Language matters.

It certainly does, and the language used by agencies and even freelance translators discussing selling language services to agencies tells a story of deception or surrender, depending upon which side of the inappropriate terminology in that brokering relationship you’re on.

Collaboration?

Well, hardly ever does this term make sense when a translator sells translation services to an agency. This is particularly the case with the large agencies that control most of the translation-consuming clients and sell most of the language services that are paid for by clients.

Translators don’t collaborate with an agency any more than a chicken laying eggs is collaborating with a poultry farmer who cannot lay eggs themselves, but sells the eggs laid by chickens to egg consumers or to other egg sellers.

It’s actually worse with translation agencies, because, whereas most poultry farmers can probably at least themselves judge the quality of eggs laid by their chickens, many translation-brokering agencies need to enlist and pay yet other people who are not their employees for confirmation of the quality of, and correction of errors in the translations they purchase, because the agencies generally don’t have that ability themselves and need to purchase and resell that ability, again from people who are also not “collaborating” with the agencies, but rather selling them services.

People who think collaboration is an appropriate term in these cases should think about the etymology of that word.

Onboarding?

I don’t mind this term when used to describe what can happen when an employee is hired by a company, but that’s not what goes on when an agency gets a freelancer to agree to a rate and to sign an NDA. Agencies are very seldom hirers of translators, but rather are purchasers of translation services from freelance translators for resale of those services, often with post-purchase processing, which they most often need to outsource as well.

The terms collaboration and onboarding are feel-good terms that agencies hope will compensate at least in part for not treating as professionals the professionals that enable their continuing business.

These terms are also widely adopted by freelancers themselves, perhaps in the hope that they feel good if they reflect reality. They rarely do.

In decades of selling translation and interpreting to consumers and purchaers of those services, I cannot think of a single instance that I could fairly claim to have collaborated with a client. And, of course, I’ve never been onboarded by a client.

Not with a bang but a whimper: Relevance is slipping away from translation organizations.

I have written in more detail about the rather bleak output for freelancers elsewhere, but here are a few disturbing observations of what translation organizations are doing lately.

A number of major translation organizations that say they support and look out for the interests of translators—the ones I have in mind are located on three continents are—to varying degrees, but all clearly to a considerable extent—promoting non-productive belief in delusions by their members.

  • They allow and even encourage freelancer members to think that adopting AI themselves is a strategy for survival, carefully avoiding mention that the use of AI won’t attract clients for freelancers as their agency clients replace them with AI, and that only a very small number of freelancers are able to acquire clients other than agencies, which are well on their way out as purchasers of translation from freelancers. Some of the organizations, amazingly, have even taken to running or sponsoring events that sell AI-related products, teach AI use, or (more surprisingly) discuss post-editing.
  • They either themselves fail to recognize or are afraid that their members will recognize that it is not possible to earn a realistic living by doing the non-translation task of post-editing AI output.
  • They continue to promote the idea that human translators will always be needed (correct, of course), but fail to mention (or fear that their members will themselves realize) that, yes, human translators will always be needed, but only 5 to 10 percent of the current population of freelancers will be needed, and that the net number of actually working translators—post-editing is not translation—will reach that level in the very near future.

The above-noted behavior by translation organizations is uniformed at best and arguably irresponsible. It masks unspoken and unspeakable distress, but also surely is aimed at preserving the relevance of the organizations and of the people running them, in spite of most of their members seeing their own relevance slip away at a pace that defies their efforts to survive.

It is time for translation organizations to get real, face what is happening, and level with their members, rather than feeding them comfortable-sounding pap. If they cannot do that, they should think about other potential trajectories for the organizations, the most suitable one at this point being one that reduces the yearly dues needed to be paid by freelancers to organizations to zero.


**What you will do:**
Without including any pictures, please copy every entry below exactly.

*** Dataset content ***

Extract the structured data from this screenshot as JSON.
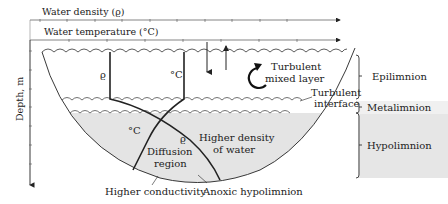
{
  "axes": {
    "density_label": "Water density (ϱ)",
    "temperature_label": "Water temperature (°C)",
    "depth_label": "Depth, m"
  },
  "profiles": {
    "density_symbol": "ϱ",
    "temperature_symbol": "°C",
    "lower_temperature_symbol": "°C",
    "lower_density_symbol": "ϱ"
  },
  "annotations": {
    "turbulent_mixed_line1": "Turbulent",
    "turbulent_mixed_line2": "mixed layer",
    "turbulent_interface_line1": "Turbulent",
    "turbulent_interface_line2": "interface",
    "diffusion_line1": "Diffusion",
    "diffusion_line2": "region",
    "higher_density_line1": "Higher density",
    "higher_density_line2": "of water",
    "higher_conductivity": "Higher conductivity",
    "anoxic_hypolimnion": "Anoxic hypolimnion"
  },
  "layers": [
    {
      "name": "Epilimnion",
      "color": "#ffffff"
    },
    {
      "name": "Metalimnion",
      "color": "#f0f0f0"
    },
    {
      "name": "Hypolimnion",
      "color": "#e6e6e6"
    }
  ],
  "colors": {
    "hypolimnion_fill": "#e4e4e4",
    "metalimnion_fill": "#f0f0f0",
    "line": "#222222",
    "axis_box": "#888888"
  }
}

*** End of Dataset content ***

**Solution to the problem:**
Extract the structured data from this screenshot as JSON.
{
  "axes": {
    "density_label": "Water density (ϱ)",
    "temperature_label": "Water temperature (°C)",
    "depth_label": "Depth, m"
  },
  "profiles": {
    "density_symbol": "ϱ",
    "temperature_symbol": "°C",
    "lower_temperature_symbol": "°C",
    "lower_density_symbol": "ϱ"
  },
  "annotations": {
    "turbulent_mixed_line1": "Turbulent",
    "turbulent_mixed_line2": "mixed layer",
    "turbulent_interface_line1": "Turbulent",
    "turbulent_interface_line2": "interface",
    "diffusion_line1": "Diffusion",
    "diffusion_line2": "region",
    "higher_density_line1": "Higher density",
    "higher_density_line2": "of water",
    "higher_conductivity": "Higher conductivity",
    "anoxic_hypolimnion": "Anoxic hypolimnion"
  },
  "layers": [
    {
      "name": "Epilimnion",
      "color": "#ffffff"
    },
    {
      "name": "Metalimnion",
      "color": "#f0f0f0"
    },
    {
      "name": "Hypolimnion",
      "color": "#e6e6e6"
    }
  ],
  "colors": {
    "hypolimnion_fill": "#e4e4e4",
    "metalimnion_fill": "#f0f0f0",
    "line": "#222222",
    "axis_box": "#888888"
  }
}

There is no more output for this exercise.